OPINION:
A friend of mine who intends to vote for Vice President Kamala Harris recently wondered whether our friendship would survive the upcoming election. Another friend obsessively compares former President Donald Trump’s actions to what Florida Gov. Ron DeSantis might have said or done in similar circumstances. A reader of this column sent three separate, lengthy emails on a Sunday night demanding that I recognize that President Ronald Reagan was a better president than Mr. Trump.
I get it. Election season tends to bring out the most apocalyptic in everyone. That is, of course, unfortunate. What’s more unfortunate, however, is that politics seems to have become a substitute for other, more important things for many.
On an individual level, one’s religion, family, education, health, charity, kindness, diligence and perseverance are all more important to one’s happiness and prosperity than anything that can happen in the nation’s political life. How many obituaries mention for whom the deceased voted?
It is no different on a societal level. A society should be more concerned with its accomplishments in art, technology, prosperity, justice and liberty than those who are the temporary stewards of the state. Indeed, one measure of a society’s sickness or health certainly must be how much energy is spent trying to grow richer and more accomplished versus how much energy is spent trying to reapportion the wealth of the society.
It is not even clear that only one system of government is the most conducive to a society’s long-term health. Consider the Romans, who began as a small nation-state on the edge of the Mediterranean Sea and became the third-greatest empire in history. Along the way, however, they decided to change the way they were governed, mostly because the citizenry had become tired of ruling themselves and decided to let a series of monarchs rule them.
That system worked for 500 years in the West and 1,500 years in the East.
Or, consider the world’s second-greatest empire, the British Empire. The British traveled the other way, from being governed by monarchs to self-rule. It is not clear which was optimal, although the British theater and movie industries and the British people obviously look back on their imperial past with no small degree of nostalgia.

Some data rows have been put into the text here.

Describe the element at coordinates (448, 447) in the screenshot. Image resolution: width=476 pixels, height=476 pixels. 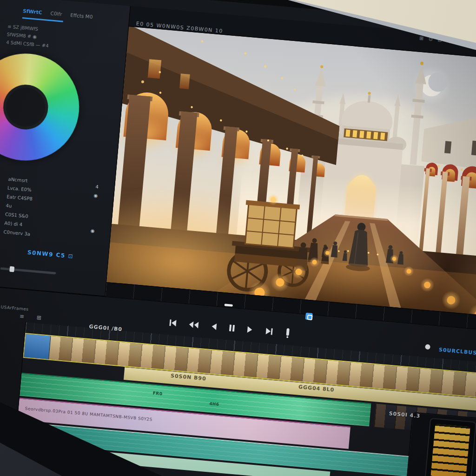
I see `audio-meter` at that location.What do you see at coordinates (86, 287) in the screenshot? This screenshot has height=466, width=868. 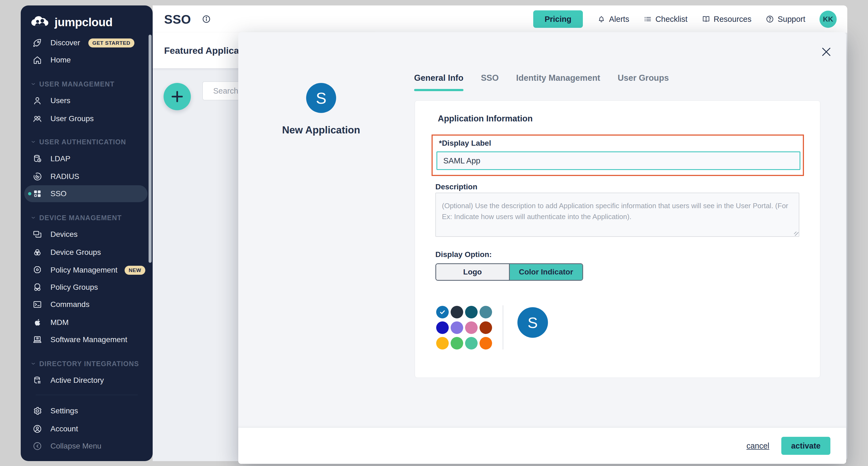 I see `sidebar-item-policy-groups: Policy Groups` at bounding box center [86, 287].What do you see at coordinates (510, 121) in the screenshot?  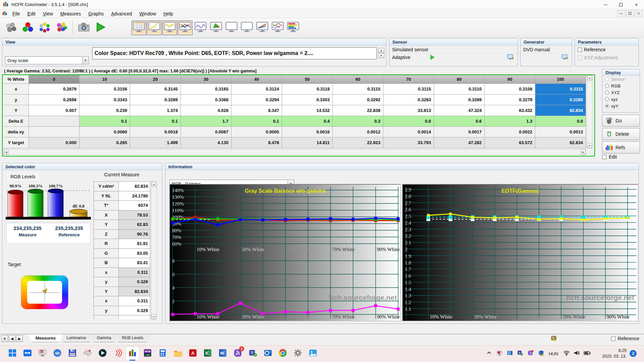 I see `table-cell: 1.3` at bounding box center [510, 121].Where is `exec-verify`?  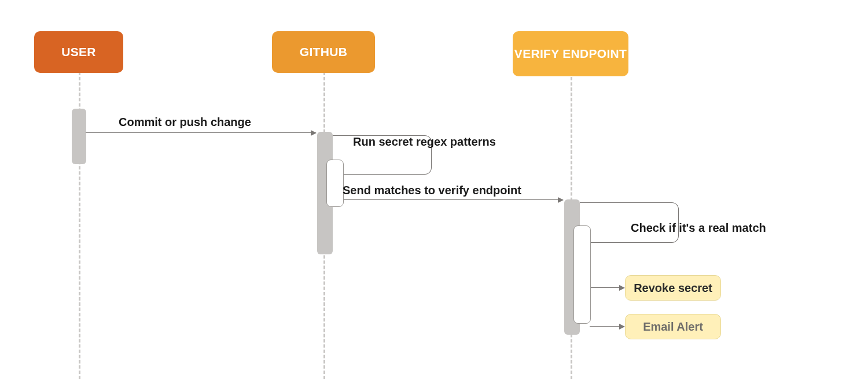 exec-verify is located at coordinates (582, 275).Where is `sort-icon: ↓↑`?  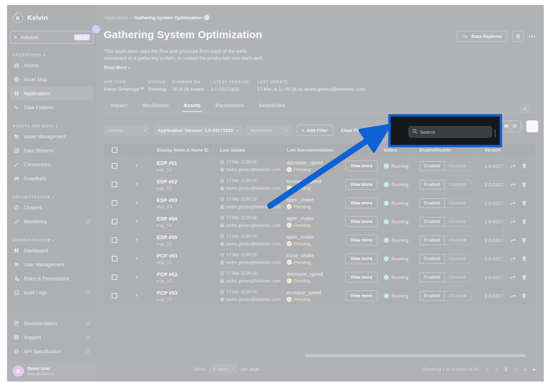
sort-icon: ↓↑ is located at coordinates (212, 150).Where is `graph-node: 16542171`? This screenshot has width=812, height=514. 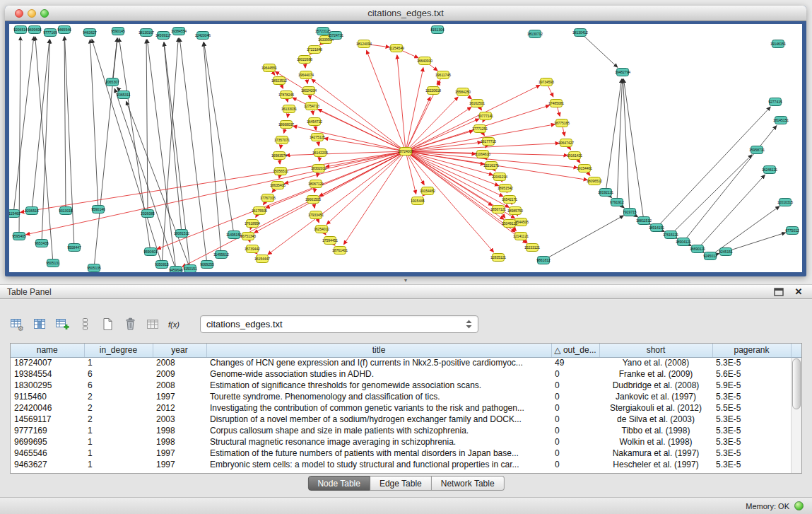
graph-node: 16542171 is located at coordinates (510, 199).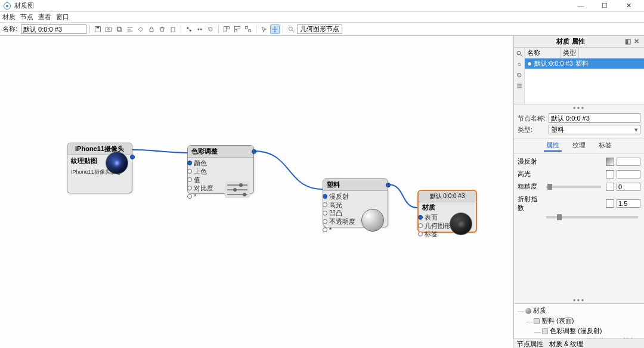  What do you see at coordinates (98, 29) in the screenshot?
I see `tool-save-icon` at bounding box center [98, 29].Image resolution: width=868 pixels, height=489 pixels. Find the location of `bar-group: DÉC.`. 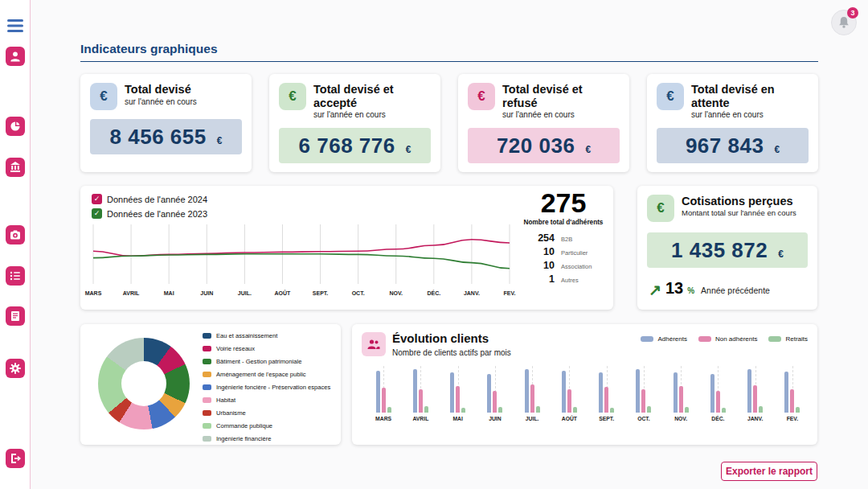

bar-group: DÉC. is located at coordinates (718, 399).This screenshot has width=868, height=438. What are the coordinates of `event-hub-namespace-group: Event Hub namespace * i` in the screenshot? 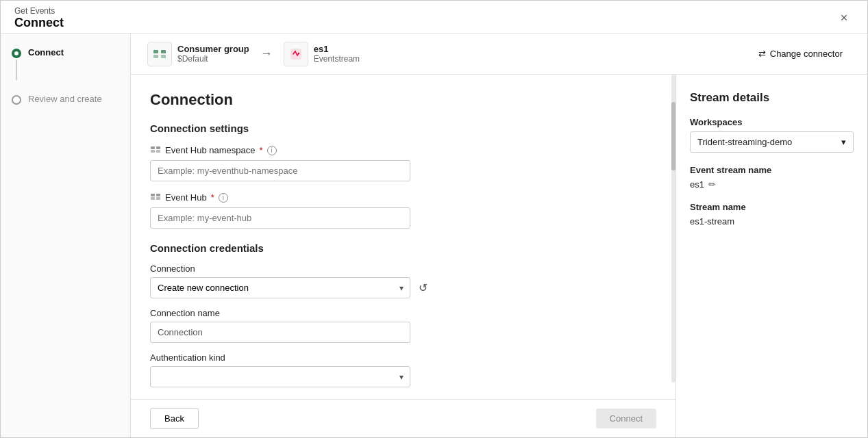 It's located at (403, 163).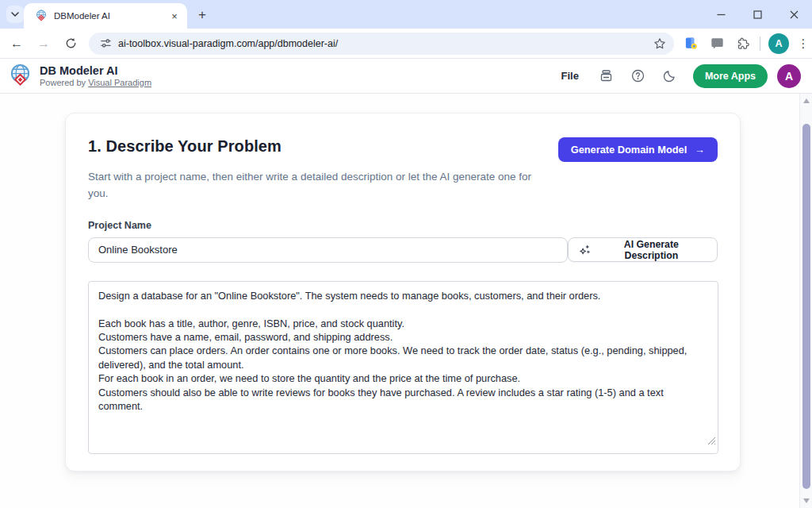 The width and height of the screenshot is (812, 508). Describe the element at coordinates (806, 301) in the screenshot. I see `page-scrollbar` at that location.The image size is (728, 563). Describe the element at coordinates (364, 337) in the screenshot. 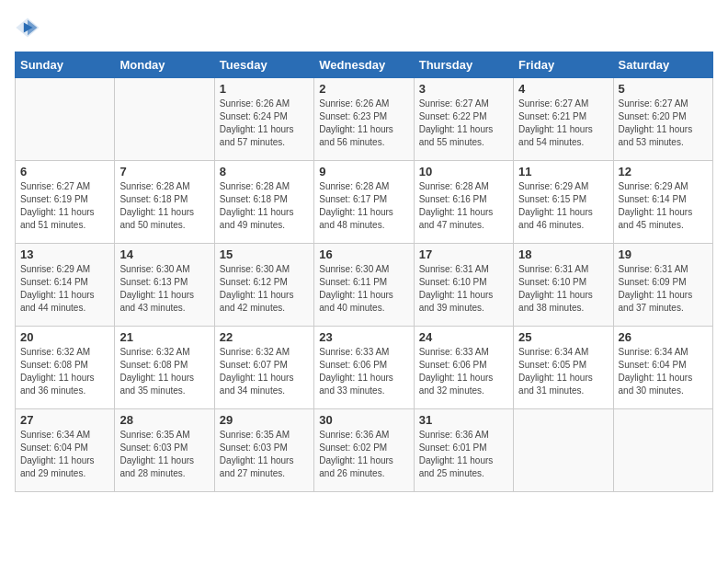

I see `day-number: 23` at that location. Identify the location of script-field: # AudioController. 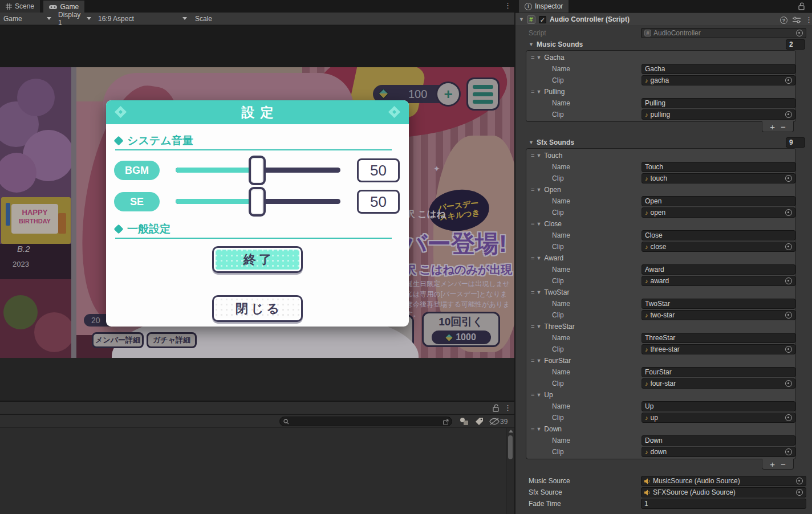
(724, 33).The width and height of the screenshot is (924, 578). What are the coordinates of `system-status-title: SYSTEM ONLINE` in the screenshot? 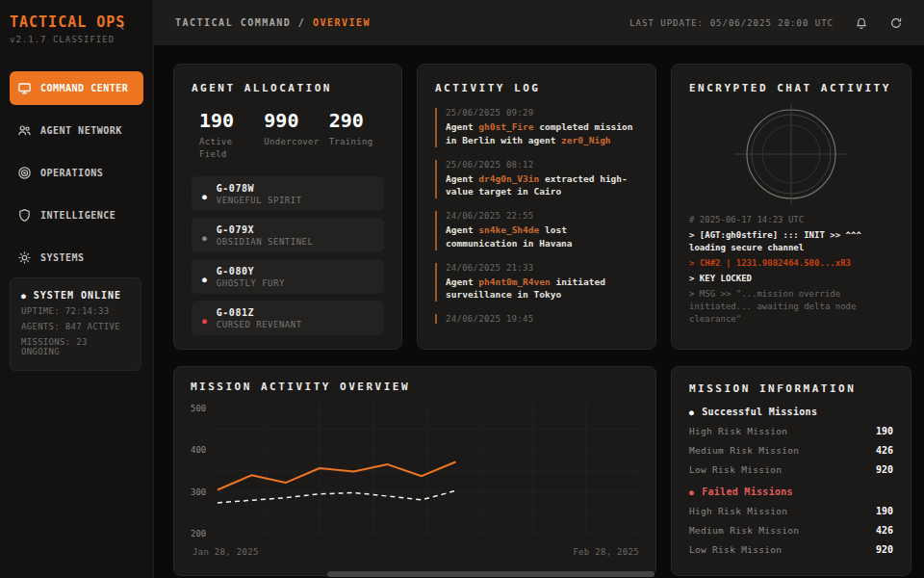 It's located at (75, 295).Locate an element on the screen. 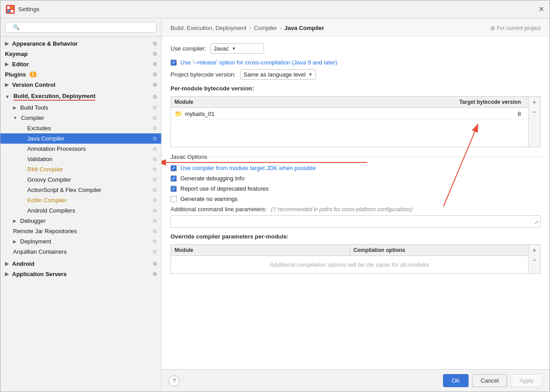 The height and width of the screenshot is (392, 550). sidebar-item-excludes: Excludes ⧉ is located at coordinates (81, 128). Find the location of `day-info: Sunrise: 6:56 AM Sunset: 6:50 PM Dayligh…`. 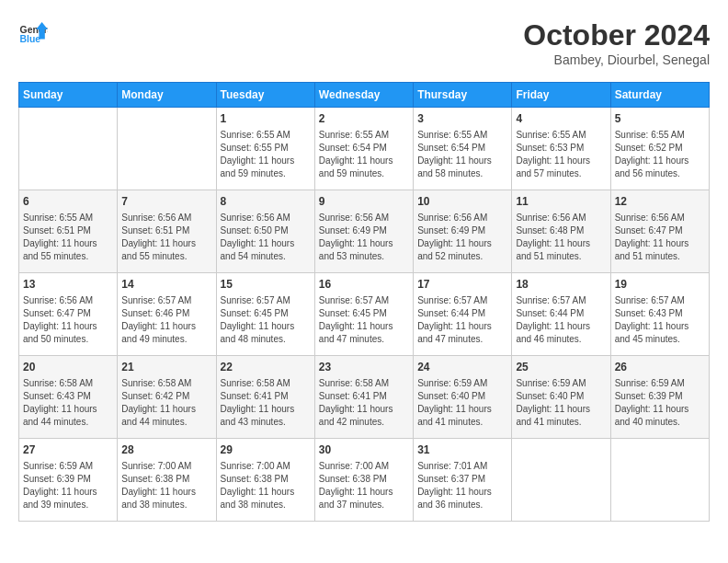

day-info: Sunrise: 6:56 AM Sunset: 6:50 PM Dayligh… is located at coordinates (266, 237).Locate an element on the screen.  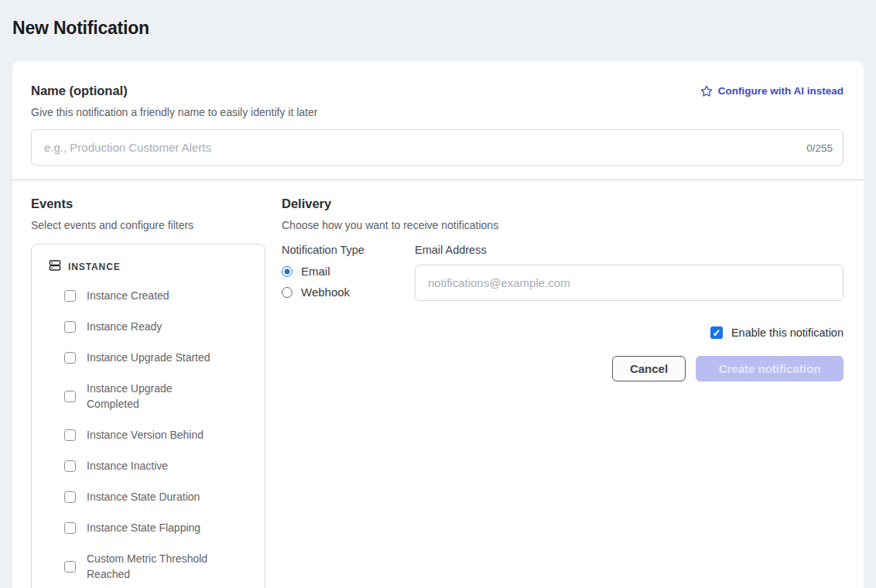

What the British and the Romans, whether the self-ruled or the imperial versions, had in common and what differentiated them from other states was an emphasis on the preservation of the rights of the individual, a sustained focus on the rule of law, and a society built on commerce and technological progress.
This brings us back to the current elections in the United States. When viewed in the wide sweep of history — and that is the best and perhaps the only way to really understand elections — it is impossible to get too agitated about any specific election. If the health of the republic depended on this election — or any single election — it would already be dead. The system is specifically designed to survive idiocy and incompetence in our public officials.
The health of the nation is about much more than any single election. Intact families have children and raise them well. Entrepreneurs start new ventures. There is a huge cadre of competent businesspeople. Caring teachers. Wise and careful judges. There is a brave and resourceful military. Individuals live happy, productive lives.
Keep the circus in perspective, and keep those emails coming.
• Michael McKenna is a contributing editor at The Washington Times. He served in the Reagan and Trump administrations.